OpenTelemetry OTLP/JSON validator
Paste an ExportTraceServiceRequest payload and get structural validation with per-field findings — entirely in your browser, nothing is uploaded.
OTLP/JSON Trace Validator
Paste an OTLP/JSON ExportTraceServiceRequest payload to validate its structure. Everything runs in your browser — data never leaves this page.
Validation is 100% client-side. Your payload never leaves the browser.
Catch broken OTLP payloads before your backend rejects them
When an OpenTelemetry exporter sends traces and nothing shows up, the failure is usually structural: a traceId that is not 32 hex characters, a spanId that is not 16, timestamps that are not nanoseconds, an invalid span kind, or attributes shaped wrong for the OTLP spec. Most backends silently drop or reject these payloads, leaving you staring at an empty dashboard with no clue why.
This validator parses your OTLP/JSON ExportTraceServiceRequest and walks every resource span, scope, and span, reporting per-field findings: hex lengths for traceId and spanId, timestamp sanity, span kind values, attribute key/value shapes, and a warning when service.name is missing — the single most common reason traces land in an "unknown service" bucket. Everything runs locally in your browser; your telemetry never leaves your machine.
How to validate an OTLP payload
- 1
Capture the JSON payload
Grab the OTLP/JSON body your SDK or collector sends — for example by pointing the exporter at a local endpoint, enabling debug logging, or using the console exporter.
- 2
Paste it into the validator
Paste the ExportTraceServiceRequest JSON into the input. The tool parses it instantly in your browser — nothing is sent to any server.
- 3
Review per-field findings
Errors and warnings are listed per field: invalid traceId or spanId lengths, suspect timestamps, bad span kinds, malformed attributes, and a missing service.name warning.
- 4
Fix and re-validate
Adjust your instrumentation or collector pipeline, paste the new payload, and confirm it passes before pointing the exporter back at your backend.
OpenTelemetry validator FAQ
Is this OTLP validator free?
Yes. It is completely free with no signup, no account, and no usage limits.
Is my trace data uploaded anywhere?
No. Validation runs entirely in your browser with JavaScript. Your OTLP payload never leaves your machine, which matters when traces contain internal hostnames or request data.
What format does the validator expect?
OTLP/JSON — the JSON encoding of ExportTraceServiceRequest, the same body sent to /v1/traces over HTTP. Protobuf binary payloads need to be converted to JSON first.
Why does it warn about a missing service.name?
service.name is the resource attribute backends use to group spans by service. Without it, most backends file your traces under an unknown-service bucket, making them nearly impossible to find.
What are valid traceId and spanId values?
In OTLP/JSON, traceId must be 32 lowercase hex characters (16 bytes) and spanId must be 16 hex characters (8 bytes), and neither may be all zeros. The validator checks both on every span.
Explore more
By framework
Compare
Need a backend for those traces?
AllStak is an OpenTelemetry-native backend: point your OTLP trace exporter at AllStak and get distributed tracing alongside errors, logs, and uptime in one platform. See the OpenTelemetry integration to get started.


— TASK TO COMPLETE —
In the records below, find each line with the word "right" and copy it.

====== ENTRIES PROVIDED

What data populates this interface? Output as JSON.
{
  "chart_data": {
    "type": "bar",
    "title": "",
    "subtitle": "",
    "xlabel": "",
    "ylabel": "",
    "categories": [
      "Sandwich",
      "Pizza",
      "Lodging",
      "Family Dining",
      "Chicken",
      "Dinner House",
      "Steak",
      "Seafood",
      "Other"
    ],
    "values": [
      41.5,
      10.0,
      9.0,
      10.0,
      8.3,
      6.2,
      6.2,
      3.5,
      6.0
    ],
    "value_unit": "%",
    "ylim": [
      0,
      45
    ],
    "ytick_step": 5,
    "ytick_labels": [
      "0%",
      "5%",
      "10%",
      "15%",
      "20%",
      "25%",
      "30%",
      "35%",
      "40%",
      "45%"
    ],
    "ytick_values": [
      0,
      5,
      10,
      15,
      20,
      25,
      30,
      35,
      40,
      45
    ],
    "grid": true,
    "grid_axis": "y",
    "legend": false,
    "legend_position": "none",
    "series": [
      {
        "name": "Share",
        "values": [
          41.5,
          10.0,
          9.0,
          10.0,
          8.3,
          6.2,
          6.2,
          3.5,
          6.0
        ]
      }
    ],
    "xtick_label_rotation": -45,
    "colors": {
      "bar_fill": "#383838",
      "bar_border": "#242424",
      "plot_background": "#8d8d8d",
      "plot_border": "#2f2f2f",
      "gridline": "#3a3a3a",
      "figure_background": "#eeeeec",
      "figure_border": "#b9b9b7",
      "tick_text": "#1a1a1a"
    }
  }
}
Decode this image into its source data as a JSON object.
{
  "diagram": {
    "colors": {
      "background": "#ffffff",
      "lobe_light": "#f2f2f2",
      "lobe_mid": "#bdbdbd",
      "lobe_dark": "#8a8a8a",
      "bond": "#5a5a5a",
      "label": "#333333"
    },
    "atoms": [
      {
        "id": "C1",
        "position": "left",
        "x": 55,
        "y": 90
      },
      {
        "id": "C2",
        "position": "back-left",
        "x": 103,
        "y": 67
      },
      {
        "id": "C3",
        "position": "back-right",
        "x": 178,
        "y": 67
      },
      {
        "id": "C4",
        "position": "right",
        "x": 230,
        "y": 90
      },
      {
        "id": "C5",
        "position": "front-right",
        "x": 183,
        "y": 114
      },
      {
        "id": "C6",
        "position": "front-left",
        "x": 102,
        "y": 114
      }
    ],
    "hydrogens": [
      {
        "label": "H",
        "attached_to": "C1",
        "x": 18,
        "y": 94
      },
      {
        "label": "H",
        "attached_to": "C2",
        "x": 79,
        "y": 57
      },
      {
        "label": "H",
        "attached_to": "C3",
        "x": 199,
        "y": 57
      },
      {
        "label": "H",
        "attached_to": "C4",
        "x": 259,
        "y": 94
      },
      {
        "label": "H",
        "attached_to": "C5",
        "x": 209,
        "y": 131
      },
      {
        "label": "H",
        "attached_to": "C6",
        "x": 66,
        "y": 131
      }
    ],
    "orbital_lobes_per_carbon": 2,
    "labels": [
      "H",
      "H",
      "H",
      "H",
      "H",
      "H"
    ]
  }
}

============
====== ENTRIES PROVIDED

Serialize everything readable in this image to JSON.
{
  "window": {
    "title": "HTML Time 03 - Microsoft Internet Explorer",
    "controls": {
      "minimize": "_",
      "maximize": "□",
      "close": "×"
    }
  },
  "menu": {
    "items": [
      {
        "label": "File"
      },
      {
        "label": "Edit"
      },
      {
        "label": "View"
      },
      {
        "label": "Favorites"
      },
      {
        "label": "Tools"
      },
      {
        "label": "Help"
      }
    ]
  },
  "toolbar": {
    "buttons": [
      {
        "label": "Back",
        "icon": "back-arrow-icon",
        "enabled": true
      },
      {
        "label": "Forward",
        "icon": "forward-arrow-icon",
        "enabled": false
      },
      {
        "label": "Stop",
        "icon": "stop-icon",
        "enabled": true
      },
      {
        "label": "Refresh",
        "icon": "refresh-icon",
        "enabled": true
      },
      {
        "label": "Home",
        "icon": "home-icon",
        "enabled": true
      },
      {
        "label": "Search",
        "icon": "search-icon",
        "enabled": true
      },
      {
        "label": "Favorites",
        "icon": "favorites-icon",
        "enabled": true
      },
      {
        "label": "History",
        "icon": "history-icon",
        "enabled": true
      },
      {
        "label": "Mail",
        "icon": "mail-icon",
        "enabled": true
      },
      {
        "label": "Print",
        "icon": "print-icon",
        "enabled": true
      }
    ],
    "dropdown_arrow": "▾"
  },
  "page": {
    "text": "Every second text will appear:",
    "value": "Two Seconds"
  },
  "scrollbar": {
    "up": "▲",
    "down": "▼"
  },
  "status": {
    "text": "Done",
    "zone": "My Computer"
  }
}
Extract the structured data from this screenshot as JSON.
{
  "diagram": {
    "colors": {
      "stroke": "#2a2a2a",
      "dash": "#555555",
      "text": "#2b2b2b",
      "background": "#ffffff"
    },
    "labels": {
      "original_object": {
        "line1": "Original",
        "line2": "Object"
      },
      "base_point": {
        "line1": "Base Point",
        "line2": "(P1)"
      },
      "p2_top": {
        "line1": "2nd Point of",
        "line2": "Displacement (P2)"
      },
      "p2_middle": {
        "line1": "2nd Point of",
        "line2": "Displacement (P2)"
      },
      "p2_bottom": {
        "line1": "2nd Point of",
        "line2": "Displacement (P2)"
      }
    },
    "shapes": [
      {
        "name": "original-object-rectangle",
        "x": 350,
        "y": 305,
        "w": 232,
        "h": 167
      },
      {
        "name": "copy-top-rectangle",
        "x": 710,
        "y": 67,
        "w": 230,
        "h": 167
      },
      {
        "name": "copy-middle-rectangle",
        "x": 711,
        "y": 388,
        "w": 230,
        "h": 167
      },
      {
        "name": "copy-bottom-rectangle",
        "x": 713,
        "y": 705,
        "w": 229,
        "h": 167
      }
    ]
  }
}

============

— WORKED SOLUTION —
        "position": "back-right",
        "position": "right",
        "position": "front-right",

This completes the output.